I mean, in C++ (17? 20? Whenever constexpr was introduced) it's totally possible to create a library that allows you to build a SQL query via the language's string concatenation libraries/etc., but only allows you to do it with static strings unless you use ~shenanigans. (C++ unfortunately always allows ~shenanigans...)
I guess you do wind up needing to potentially re-implement some basic things (or I guess more complex, if you want format string support too). But for basic string concatenation & interpolation, it's reasonable.
That's a pretty useful way to get basic string concatenation while also preventing it from creating opportunities for SQL injection.
For example, you have a class that requires a constexpr input & can be appended to/concatenated/etc.:
SqlStringPart(constexpr ...)
operator+(SqlStringPart ...)
(so on)
And you have a Query API that only takes SQL string expressions that are built out of compile time constants + parameters:
SqlQuery(SqlStringPart ..., Parameters ...);
This doesn't solve the problem mentioned in the article around pagination & memory usage, but at least it avoids letting someone run arbitrary SQL on your database.
I guess you do wind up needing to potentially re-implement some basic things (or I guess more complex, if you want format string support too). But for basic string concatenation & interpolation, it's reasonable.
That's a pretty useful way to get basic string concatenation while also preventing it from creating opportunities for SQL injection.
For example, you have a class that requires a constexpr input & can be appended to/concatenated/etc.:
SqlStringPart(constexpr ...)
operator+(SqlStringPart ...)
(so on)
And you have a Query API that only takes SQL string expressions that are built out of compile time constants + parameters:
SqlQuery(SqlStringPart ..., Parameters ...);
This doesn't solve the problem mentioned in the article around pagination & memory usage, but at least it avoids letting someone run arbitrary SQL on your database.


» Your assignment: Your task is to restate the data word for word.

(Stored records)
Segment Open

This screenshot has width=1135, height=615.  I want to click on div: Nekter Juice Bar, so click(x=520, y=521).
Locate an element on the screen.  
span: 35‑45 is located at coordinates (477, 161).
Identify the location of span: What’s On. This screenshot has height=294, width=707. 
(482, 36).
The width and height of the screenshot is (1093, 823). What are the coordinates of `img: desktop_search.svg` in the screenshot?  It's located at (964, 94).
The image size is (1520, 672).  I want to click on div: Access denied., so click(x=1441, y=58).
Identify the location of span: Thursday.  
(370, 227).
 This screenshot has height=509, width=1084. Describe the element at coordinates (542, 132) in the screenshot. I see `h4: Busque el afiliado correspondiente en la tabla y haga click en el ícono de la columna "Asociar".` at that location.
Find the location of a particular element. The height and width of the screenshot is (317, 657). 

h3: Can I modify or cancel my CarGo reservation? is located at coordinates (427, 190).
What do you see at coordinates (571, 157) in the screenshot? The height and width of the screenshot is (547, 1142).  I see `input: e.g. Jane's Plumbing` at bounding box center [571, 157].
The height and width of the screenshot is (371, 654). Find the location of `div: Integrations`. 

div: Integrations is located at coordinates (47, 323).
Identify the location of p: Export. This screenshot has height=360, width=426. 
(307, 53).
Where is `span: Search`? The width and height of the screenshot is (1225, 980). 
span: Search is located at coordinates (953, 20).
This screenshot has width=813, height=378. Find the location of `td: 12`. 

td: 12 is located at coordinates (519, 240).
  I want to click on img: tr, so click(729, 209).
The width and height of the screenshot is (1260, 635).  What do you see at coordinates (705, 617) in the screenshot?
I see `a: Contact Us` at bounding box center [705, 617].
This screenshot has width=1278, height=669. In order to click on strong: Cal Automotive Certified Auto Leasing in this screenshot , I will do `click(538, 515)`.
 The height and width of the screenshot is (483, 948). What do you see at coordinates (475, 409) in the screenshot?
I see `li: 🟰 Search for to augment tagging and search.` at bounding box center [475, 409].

Segment Closed

» Solution to this exercise:
This screenshot has width=1135, height=615.  I want to click on div: Nekter Juice Bar, so click(x=520, y=521).
Locate an element on the screen.  
span: 35‑45 is located at coordinates (477, 161).
Identify the location of span: What’s On. This screenshot has height=294, width=707. 
(482, 36).
The width and height of the screenshot is (1093, 823). What are the coordinates of `img: desktop_search.svg` in the screenshot?  It's located at (964, 94).
The image size is (1520, 672).  I want to click on div: Access denied., so click(x=1441, y=58).
Identify the location of span: Thursday.  
(370, 227).
 This screenshot has height=509, width=1084. Describe the element at coordinates (542, 132) in the screenshot. I see `h4: Busque el afiliado correspondiente en la tabla y haga click en el ícono de la columna "Asociar".` at that location.
Find the location of a particular element. The height and width of the screenshot is (317, 657). 

h3: Can I modify or cancel my CarGo reservation? is located at coordinates (427, 190).
What do you see at coordinates (571, 157) in the screenshot? The height and width of the screenshot is (547, 1142).  I see `input: e.g. Jane's Plumbing` at bounding box center [571, 157].
The height and width of the screenshot is (371, 654). Find the location of `div: Integrations`. 

div: Integrations is located at coordinates (47, 323).
Identify the location of p: Export. This screenshot has height=360, width=426. 
(307, 53).
Where is `span: Search`? The width and height of the screenshot is (1225, 980). 
span: Search is located at coordinates (953, 20).
This screenshot has width=813, height=378. Find the location of `td: 12`. 

td: 12 is located at coordinates (519, 240).
  I want to click on img: tr, so click(729, 209).
The width and height of the screenshot is (1260, 635).  What do you see at coordinates (705, 617) in the screenshot?
I see `a: Contact Us` at bounding box center [705, 617].
This screenshot has width=1278, height=669. In order to click on strong: Cal Automotive Certified Auto Leasing in this screenshot , I will do `click(538, 515)`.
 The height and width of the screenshot is (483, 948). What do you see at coordinates (475, 409) in the screenshot?
I see `li: 🟰 Search for to augment tagging and search.` at bounding box center [475, 409].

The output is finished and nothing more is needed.